I genuinely have a concern around how children from lower income families or ethnic minority families will recover in education. When we’re talking to parents requesting food parcels one of the issues they raise is they’re worried about the education their children have lost that could have boosted their chances in life.  What additions are going to be made to make sure they don’t get left behind?

I also think when it comes to recovering economically the social conditions in which we work has changed so much. The traditional roles people have followed in the past have been turned on their head. Things like working from home will be a permanent part of how we live. It’ll put a strain on households but it’ll also add value – maybe instead of being on a 30 minute commute you might be able to spend that 30 minutes with your kids over breakfast. I still think those trade offs need to be discussed because it all has an impact on mental health and how we recover from a wellbeing perspective.

You can’t solve mental health with a vaccine. It takes time. We need to nurture to make the right spaces for people to have conversations, and it will take time.

Has it been heartening to see people getting spurred on to join in?

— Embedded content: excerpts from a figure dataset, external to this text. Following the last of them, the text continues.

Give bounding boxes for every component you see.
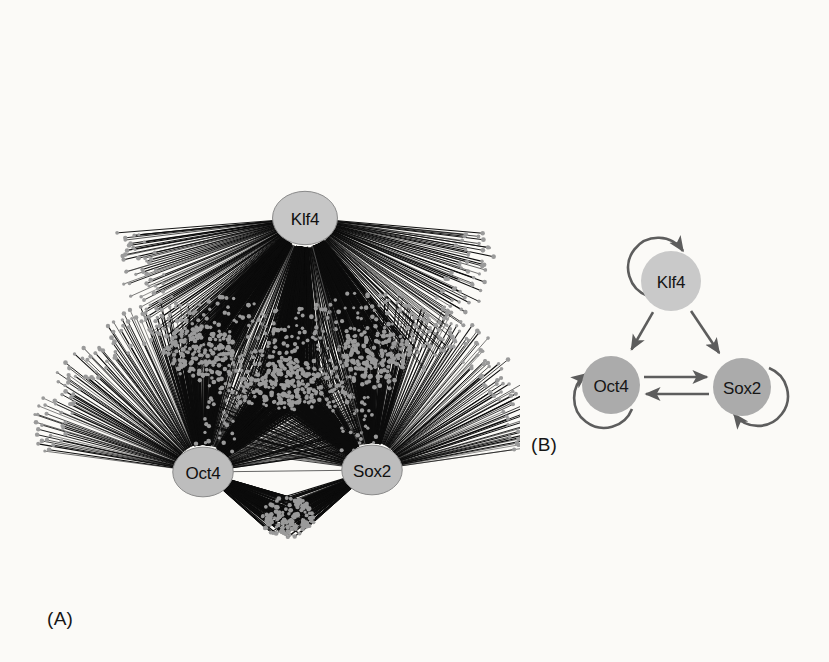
target-node [147,315,151,319]
target-node [301,326,304,329]
shared-target-node [400,342,404,346]
target-node [144,272,149,277]
target-node [260,353,264,357]
shared-target-node [393,357,397,361]
shared-target-node [338,360,342,364]
target-node [218,387,222,391]
target-node [235,404,239,408]
target-node [463,247,467,251]
shared-target-node [176,367,180,371]
target-node [399,323,402,326]
target-node [420,333,424,337]
target-node [438,337,442,341]
target-node [311,335,315,339]
shared-target-node [349,353,352,356]
shared-target-node [287,385,291,389]
target-node [227,312,231,316]
shared-target-node [276,402,279,405]
target-node [359,437,363,441]
shared-target-node [286,371,291,376]
shared-target-node [230,357,233,360]
target-node [477,242,481,246]
target-node [265,404,268,407]
target-node [128,344,132,348]
shared-target-node [297,532,301,536]
target-node [360,408,364,412]
shared-target-node [210,332,215,337]
target-node [317,397,322,402]
target-node [434,296,438,300]
arrow-klf4-to-oct4[interactable] [631,312,653,349]
target-node [445,324,449,328]
target-node [463,342,467,346]
shared-target-node [269,530,273,534]
shared-target-node [368,374,373,379]
shared-target-node [171,342,174,345]
target-node [370,314,375,319]
shared-target-node [308,516,312,520]
target-node [187,311,191,315]
target-node [448,344,453,349]
target-node [122,311,126,315]
target-node [149,303,152,306]
arrow-klf4-to-sox2[interactable] [691,311,719,353]
target-node [475,328,480,333]
hub-label-klf4: Klf4 [291,210,320,229]
target-node [56,371,59,374]
target-node [233,437,236,440]
target-node [61,426,65,430]
target-node [294,316,297,319]
shared-target-node [170,336,175,341]
shared-target-node [287,358,290,361]
shared-target-node [304,361,309,366]
shared-target-node [264,384,268,388]
target-node [484,359,487,362]
shared-target-node [400,339,404,343]
target-node [243,399,247,403]
shared-target-node [401,355,405,359]
shared-target-node [192,368,195,371]
target-node [139,295,143,299]
target-node [155,325,158,328]
target-node [205,317,209,321]
target-node [386,379,391,384]
target-node [335,374,339,378]
target-node [143,256,147,260]
shared-target-node [350,347,353,350]
target-node [243,395,247,399]
target-node [33,413,36,416]
target-node [216,377,221,382]
shared-target-node [281,386,284,389]
target-node [333,387,336,390]
target-node [360,400,364,404]
target-node [406,326,411,331]
target-node [40,423,44,427]
target-node [202,343,205,346]
target-node [67,366,72,371]
shared-target-node [256,372,261,377]
target-node [257,317,262,322]
target-node [213,321,217,325]
target-node [344,306,347,309]
target-node [242,389,246,393]
shared-target-node [227,352,230,355]
shared-target-node [345,334,350,339]
shared-target-node [301,379,304,382]
target-node [479,289,482,292]
shared-target-node [314,374,318,378]
target-node [125,248,130,253]
shared-target-node [210,370,214,374]
target-node [333,404,337,408]
target-node [210,398,213,401]
shared-target-node [256,378,260,382]
target-node [68,402,72,406]
target-node [145,308,149,312]
target-node [147,327,152,332]
shared-target-node [258,390,263,395]
shared-target-node [287,394,291,398]
target-node [340,448,344,452]
target-node [216,322,221,327]
target-node [45,438,49,442]
target-node [303,400,307,404]
target-node [351,376,355,380]
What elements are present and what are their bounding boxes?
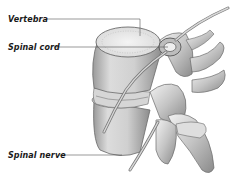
upper-vertebral-body (93, 27, 162, 94)
vertebra-label: Vertebra (8, 15, 48, 24)
spinal-nerve-label: Spinal nerve (8, 151, 66, 160)
vertebral-body-top (96, 27, 160, 57)
spinal-cord-label: Spinal cord (8, 43, 60, 52)
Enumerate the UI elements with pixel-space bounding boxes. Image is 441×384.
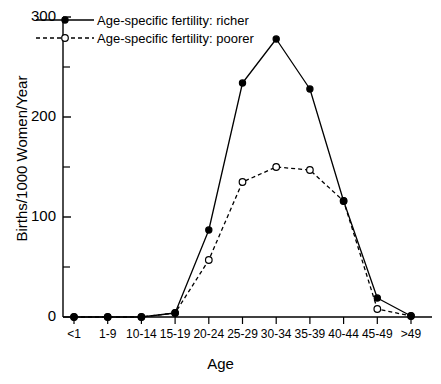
y-tick-label: 200 [16,107,56,124]
legend-label-richer: Age-specific fertility: richer [97,13,249,28]
y-axis-title: Births/1000 Women/Year [13,59,30,259]
series-poorer-path [71,164,415,321]
y-axis-ticks [63,17,71,317]
x-tick-label: >49 [388,327,434,341]
y-tick-label: 100 [16,207,56,224]
fertility-line-chart: Births/1000 Women/Year Age 0100200300 <1… [0,0,441,384]
series-richer-path [71,36,414,320]
x-axis-ticks [74,317,411,324]
y-tick-label: 300 [16,7,56,24]
legend-label-poorer: Age-specific fertility: poorer [97,31,254,46]
y-tick-label: 0 [16,307,56,324]
x-axis-title: Age [0,355,441,372]
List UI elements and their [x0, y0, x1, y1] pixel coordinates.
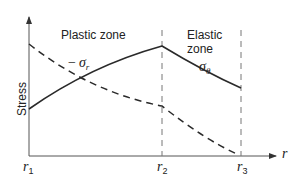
neg-sigma-r-sub: r [86, 62, 90, 72]
elastic-zone-label-line1: Elastic [187, 29, 222, 41]
elastic-zone-label-line2: zone [187, 43, 213, 55]
sigma-theta-sub: θ [206, 66, 210, 76]
tick-r3-sub: 3 [242, 166, 247, 176]
plastic-zone-label: Plastic zone [61, 29, 126, 41]
sigma-theta-label: σθ [199, 60, 210, 76]
neg-sigma-r-base: σ [79, 55, 86, 70]
x-axis-label: r [282, 147, 287, 161]
tick-r2: r2 [157, 160, 167, 176]
neg-sigma-r-label: −σr [68, 56, 89, 72]
tick-r1-sub: 1 [28, 166, 33, 176]
stress-diagram [0, 0, 299, 178]
sigma-theta-base: σ [199, 59, 206, 74]
tick-r1: r1 [23, 160, 33, 176]
tick-r3: r3 [237, 160, 247, 176]
tick-r2-sub: 2 [162, 166, 167, 176]
neg-sigma-r-prefix: − [68, 55, 76, 70]
y-axis-label: Stress [15, 79, 29, 119]
x-axis-label-text: r [282, 146, 287, 161]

It’s probably been one of the most motivating parts of this year. We’re at the frontline and I’m always on the phone asking for help and support because my principle is to say yes to support and then figure out how to deliver it. But the support has been outstanding in the communities but also the wider Scottish public and whole British public. We wouldn’t have been able to provide the level of support that we’ve been able to if it wasn’t for the financial donations or the physical donations to the food bank. Or more that moral support – it is encouraging when people recognise the work and want to be a part of it. We sometimes underestimate recognition of the work, but that’s what counts the most. Acknowledgment that people see and hear you.

We’ve also had support globally, we’ve had monthly donations from people in Canada and America – expats from Scotland or a broader Sikh community that wants to support our work. For me that’s really exciting, its been inspiring people around the world.

Another thing that’s been inspiring has been the multi-faith element. Sikhs have been just one part of the people we support. We are a true multi-faith multi-cultural partnership and actually over the summer we were operating the Sikh food bank from local churches as well. The operation had got so big that we needed more centres – who would have thought before Covid that you would have had a Sikh food bank running from a local church? That’s exciting. It speaks to the heart of what we’re all about which is to have that human connection and build our local communities. For me moving forward that’s what I’d like to see more of, that collaboration.

What have you personally learnt from this year?

One of my biggest personal takeaways is that sometimes we put boundaries around ourselves. ‘I can’t do that’ or ‘that’s never going to work’ or ‘that’s a really good idea but I’m too scared to share it, because what if it fails?’ I’ve been guilty of that in the past, and I nearly did that back in March. I was this close to not having the conversations about the Sikh Food Bank because I told myself I’m really busy at work and I need to give my 110% into only one entity. Actually what I realised was that’s actually not the case. As individuals we are really resilient and we have the capacity to lay on an extra layer of activity. From my experience I can say if its something of value that people can get behind those worries about can I or can’t I do this, are really quickly refuted because people get behind you. I’ve learned to push yourself more.

It was one of the best decisions of my life to take a risk and go for it.